Alabama Calls for Halt to Executions

Political scientist Austin Sarat wants to see the 'insane' method ended across the country
By Arden Dier,  Newser Staff
Posted Nov 22, 2022 9:40 AM CST
Alabama Calls Halt to Executions
This photo shows the gurney in the execution chamber at the Oklahoma State Penitentiary in McAlester, Okla., on Oct. 9, 2014.   (AP Photo/Sue Ogrocki, File)

Alabama Gov. Kay Ivey has called for a stop to executions in the state after two failed attempts at lethal injections—a problem on display in other states this week. In a Monday release, following the failed executions of Kenneth Smith on Nov. 17 and Alan Miller on Sept. 22, Ivey asks the Department of Corrections to "undertake a top-to-bottom review of the state's execution process, and how to ensure the state can successfully deliver justice going forward," AL.com reports. Critics have blamed a lack of training among corrections officials, who've had difficulty in starting the intravenous lines that deliver the lethal three-drug cocktail. But Ivey disagreed, saying "legal tactics and criminals hijacking the system are at play here."
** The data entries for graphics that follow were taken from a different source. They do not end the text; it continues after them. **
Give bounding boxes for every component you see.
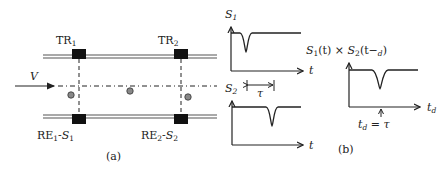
- plot-s2-xlabel: t: [309, 139, 314, 152]
- plot-s2: S2 t: [225, 82, 314, 152]
- panel-a: V TR1 TR2 RE1-S1 RE2-S2 (a): [15, 34, 217, 163]
- top-rail: [43, 55, 217, 58]
- plot-s2-ylabel: S2: [225, 82, 238, 96]
- panel-b: S1 t τ S2 t S1(t) × S2(t−d): [225, 8, 436, 156]
- correlation-title: S1(t) × S2(t−d): [306, 44, 387, 58]
- plot-s1-xlabel: t: [309, 64, 314, 77]
- peak-annotation: td = τ: [358, 118, 390, 132]
- signal-s1-trace: [231, 33, 301, 52]
- correlation-trace: [349, 70, 418, 89]
- velocity-label: V: [30, 70, 39, 83]
- signal-s2-trace: [232, 107, 301, 126]
- receiver-1-label: RE1-S1: [37, 129, 74, 143]
- transmitter-1-block: [72, 49, 86, 59]
- receiver-1-block: [72, 114, 86, 124]
- delay-label: τ: [257, 87, 264, 100]
- transmitter-1-label: TR1: [56, 34, 76, 48]
- panel-a-caption: (a): [106, 150, 121, 163]
- particle: [185, 94, 191, 100]
- transmitter-2-label: TR2: [158, 34, 179, 48]
- panel-b-caption: (b): [338, 143, 354, 156]
- plot-s1-ylabel: S1: [225, 8, 237, 22]
- diagram-canvas: V TR1 TR2 RE1-S1 RE2-S2 (a) S1 t τ: [0, 0, 446, 171]
- receiver-2-label: RE2-S2: [141, 129, 178, 143]
- plot-s1: S1 t: [225, 8, 314, 77]
- correlation-xlabel: td: [427, 101, 436, 115]
- receiver-2-block: [174, 114, 188, 124]
- delay-marker: τ: [247, 80, 274, 100]
- transmitter-2-block: [174, 49, 188, 59]
- bottom-rail: [43, 115, 217, 118]
- particle: [127, 88, 133, 94]
- plot-correlation: td td = τ: [349, 63, 436, 132]
- particle: [68, 92, 74, 98]
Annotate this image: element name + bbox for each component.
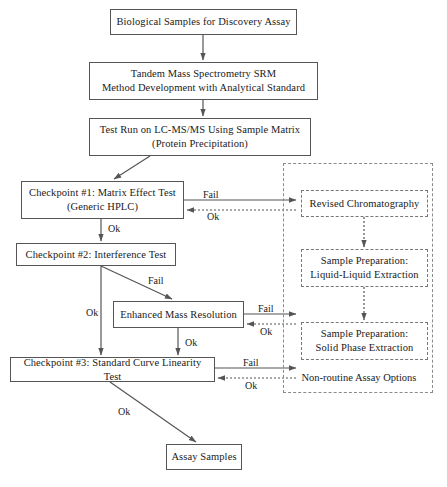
node-enhanced-mass-resolution-label: Enhanced Mass Resolution [120, 308, 237, 322]
node-sample-preparation-solid-phase-extraction[interactable]: Sample Preparation: Solid Phase Extracti… [301, 322, 428, 360]
node-checkpoint-3-label: Checkpoint #3: Standard Curve Linearity … [15, 356, 210, 384]
node-checkpoint-2-interference-test[interactable]: Checkpoint #2: Interference Test [16, 243, 176, 266]
node-sample-prep-lle-label-line2: Liquid-Liquid Extraction [310, 268, 418, 282]
node-test-run-lcmsms-label-line2: (Protein Precipitation) [152, 137, 248, 151]
node-test-run-lcmsms[interactable]: Test Run on LC-MS/MS Using Sample Matrix… [89, 118, 311, 156]
node-sample-prep-spe-label-line1: Sample Preparation: [321, 327, 408, 341]
node-sample-prep-lle-label-line1: Sample Preparation: [321, 254, 408, 268]
edge-label-cp3-ok-return: Ok [245, 381, 257, 391]
flowchart-canvas: Non-routine Assay Options Biological Sam… [0, 0, 447, 487]
node-enhanced-mass-resolution[interactable]: Enhanced Mass Resolution [113, 301, 244, 328]
node-checkpoint-1-label-line2: (Generic HPLC) [67, 200, 138, 214]
arrow-testrun-to-checkpoint1 [114, 156, 150, 179]
edge-label-cp1-ok-down: Ok [108, 224, 120, 234]
edge-label-cp2-ok-down: Ok [86, 308, 98, 318]
node-checkpoint-3-standard-curve-linearity-test[interactable]: Checkpoint #3: Standard Curve Linearity … [10, 357, 215, 382]
edge-label-cp1-ok-return: Ok [207, 212, 219, 222]
node-tandem-mass-spectrometry-label-line1: Tandem Mass Spectrometry SRM [131, 67, 276, 81]
edge-label-emr-fail: Fail [258, 304, 274, 314]
node-checkpoint-1-matrix-effect-test[interactable]: Checkpoint #1: Matrix Effect Test (Gener… [21, 181, 184, 219]
node-assay-samples-label: Assay Samples [171, 450, 236, 464]
edge-label-cp1-fail: Fail [203, 190, 219, 200]
edge-label-emr-ok-down: Ok [185, 338, 197, 348]
node-tandem-mass-spectrometry[interactable]: Tandem Mass Spectrometry SRM Method Deve… [89, 62, 318, 100]
node-checkpoint-1-label-line1: Checkpoint #1: Matrix Effect Test [29, 186, 176, 200]
edge-label-cp2-fail: Fail [148, 276, 164, 286]
node-sample-preparation-liquid-liquid-extraction[interactable]: Sample Preparation: Liquid-Liquid Extrac… [301, 249, 428, 287]
node-revised-chromatography[interactable]: Revised Chromatography [301, 190, 428, 217]
node-revised-chromatography-label: Revised Chromatography [310, 197, 420, 211]
node-assay-samples[interactable]: Assay Samples [166, 444, 242, 470]
node-biological-samples-label: Biological Samples for Discovery Assay [116, 15, 290, 29]
node-biological-samples[interactable]: Biological Samples for Discovery Assay [110, 9, 297, 35]
edge-label-cp3-ok-final: Ok [118, 407, 130, 417]
edge-label-emr-ok-return: Ok [260, 327, 272, 337]
non-routine-assay-options-caption: Non-routine Assay Options [289, 371, 429, 385]
node-sample-prep-spe-label-line2: Solid Phase Extraction [316, 341, 414, 355]
edge-label-cp3-fail: Fail [243, 358, 259, 368]
node-checkpoint-2-label: Checkpoint #2: Interference Test [26, 248, 167, 262]
node-tandem-mass-spectrometry-label-line2: Method Development with Analytical Stand… [102, 81, 305, 95]
node-test-run-lcmsms-label-line1: Test Run on LC-MS/MS Using Sample Matrix [100, 123, 300, 137]
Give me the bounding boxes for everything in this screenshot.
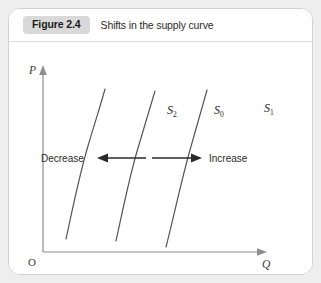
figure-number-badge: Figure 2.4: [23, 16, 90, 34]
curve-label-s0: S0: [214, 103, 224, 119]
horizontal-axis: [43, 248, 267, 256]
axis-label-quantity: Q: [262, 258, 271, 270]
figure-card: Figure 2.4 Shifts in the supply curve P …: [8, 8, 313, 275]
increase-label: Increase: [209, 153, 248, 164]
curve-label-s0-sub: 0: [220, 110, 224, 119]
decrease-arrow: [97, 154, 146, 163]
increase-arrow: [152, 154, 202, 163]
curve-label-s1-sub: 1: [270, 108, 274, 117]
origin-label: O: [28, 256, 36, 268]
supply-curve-chart: P Q O S2 S0 S1: [9, 42, 313, 275]
decrease-label: Decrease: [41, 153, 84, 164]
curve-label-s2: S2: [167, 103, 177, 119]
curve-label-s1: S1: [264, 101, 274, 117]
figure-header: Figure 2.4 Shifts in the supply curve: [9, 9, 312, 42]
chart-svg: P Q O S2 S0 S1: [9, 42, 313, 275]
axis-label-price: P: [28, 64, 36, 76]
curve-label-s2-sub: 2: [173, 110, 177, 119]
figure-title: Shifts in the supply curve: [101, 19, 214, 31]
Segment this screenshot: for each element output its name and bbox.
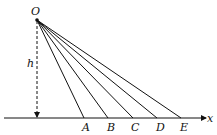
point-label-e: E: [179, 121, 188, 134]
height-label: h: [27, 57, 34, 70]
point-label-b: B: [106, 121, 115, 134]
rays: [37, 20, 181, 118]
point-label-d: D: [155, 121, 165, 134]
origin-label: O: [31, 5, 40, 18]
ray-c: [37, 20, 133, 118]
axis-label: x: [207, 112, 214, 125]
origin-point: [35, 18, 39, 22]
point-label-c: C: [131, 121, 140, 134]
ray-e: [37, 20, 181, 118]
ray-a: [37, 20, 84, 118]
diagram-canvas: O h x A B C D E: [0, 0, 217, 135]
point-label-a: A: [81, 121, 90, 134]
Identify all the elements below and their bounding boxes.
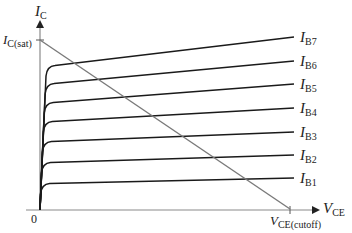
ib-label-b3: IB3	[300, 125, 317, 140]
ib-curve-b1	[40, 178, 294, 210]
ib-curve-b6	[40, 61, 294, 210]
ib-curves	[40, 37, 294, 210]
ib-curve-b7	[40, 37, 294, 210]
x-axis-label: VCE	[323, 201, 345, 216]
origin-label: 0	[31, 213, 37, 225]
ib-label-b6: IB6	[300, 54, 317, 69]
ib-label-b1: IB1	[300, 171, 317, 186]
ib-label-b2: IB2	[300, 148, 317, 163]
ib-curve-b3	[40, 132, 294, 210]
y-axis-label: IC	[35, 4, 47, 19]
vce-cutoff-label: VCE(cutoff)	[270, 214, 321, 227]
ib-label-b5: IB5	[300, 77, 317, 92]
ib-label-b7: IB7	[300, 30, 317, 45]
ib-label-b4: IB4	[300, 101, 317, 116]
ib-curve-b5	[40, 84, 294, 210]
ic-sat-label: IC(sat)	[3, 33, 32, 46]
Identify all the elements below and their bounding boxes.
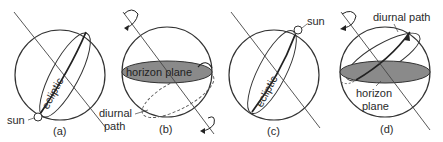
label-path: path <box>104 120 125 132</box>
rotation-arrow-top-icon <box>124 10 138 28</box>
label-ecliptic: ecliptic <box>253 73 280 109</box>
label-diurnal-path: diurnal path <box>373 11 431 23</box>
caption-a: (a) <box>53 125 66 137</box>
sun-marker <box>34 113 42 121</box>
panel-c: sun ecliptic (c) <box>229 12 325 137</box>
label-sun: sun <box>307 15 325 27</box>
label-sun: sun <box>7 114 25 126</box>
label-horizon: horizon <box>356 87 392 99</box>
sun-marker <box>294 26 302 34</box>
rotation-arrow-icon <box>342 11 356 28</box>
label-plane: plane <box>362 100 389 112</box>
label-horizon-plane: horizon plane <box>126 66 192 78</box>
ecliptic-circle <box>239 25 306 120</box>
caption-c: (c) <box>267 125 280 137</box>
celestial-sphere-figure: sun ecliptic (a) diurnal path horizon pl… <box>0 0 443 142</box>
caption-b: (b) <box>159 123 172 135</box>
panel-d: diurnal path horizon plane (d) <box>340 11 431 135</box>
panel-a: sun ecliptic (a) <box>7 12 106 137</box>
label-diurnal: diurnal <box>99 107 132 119</box>
panel-b: horizon plane (b) <box>122 10 220 135</box>
caption-d: (d) <box>380 123 393 135</box>
rotation-axis <box>231 12 320 128</box>
horizon-plane <box>340 61 430 83</box>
Though groups including the Death Penalty Information Center, Southern Poverty Law Center, Alabama Arise, and Project Hope to Abolish the Death Penalty applauded Ivey's move, they disagreed with her reasoning. The latter three said they were "dismayed that our state won't simply throw out this archaic and unnecessary punishment." At Slate, political scientist Austin Sarat calls for an end to lethal injection and the accompanying "incompetence and cruelty" across the country, citing three botched executions in the past week. "Can you believe this?" Murray Hooper in Arizona asked witnesses after officials spent nearly 30 minutes poking him, Sarat writes. A catheter was ultimately inserted into Hooper's femoral vein, though privacy rules mean it's unclear if a qualified technician was involved.

In Texas, it took an hour and a half to kill Stephen Barbee after a prison rep described issues in finding "functional IV lines." An IV was inserted in Barbee's neck, which "is hardly standard operating procedure," Sarat notes. Finally, in Alabama, Smith's execution was called off after an hour of attempts to set IV lines, including into a central vein. Sarat notes this is "usually done by a surgeon or an interventional radiologist, neither of which would have been present." These cases show "the continued use of lethal injection is simply insane," Sarat writes. He adds training won't fix the issue as "problems are endemic to a method ... dependent on unreliable drugs and drug combinations" and "compounded because state execution protocols do not effectively regulate what happens." (More execution stories.)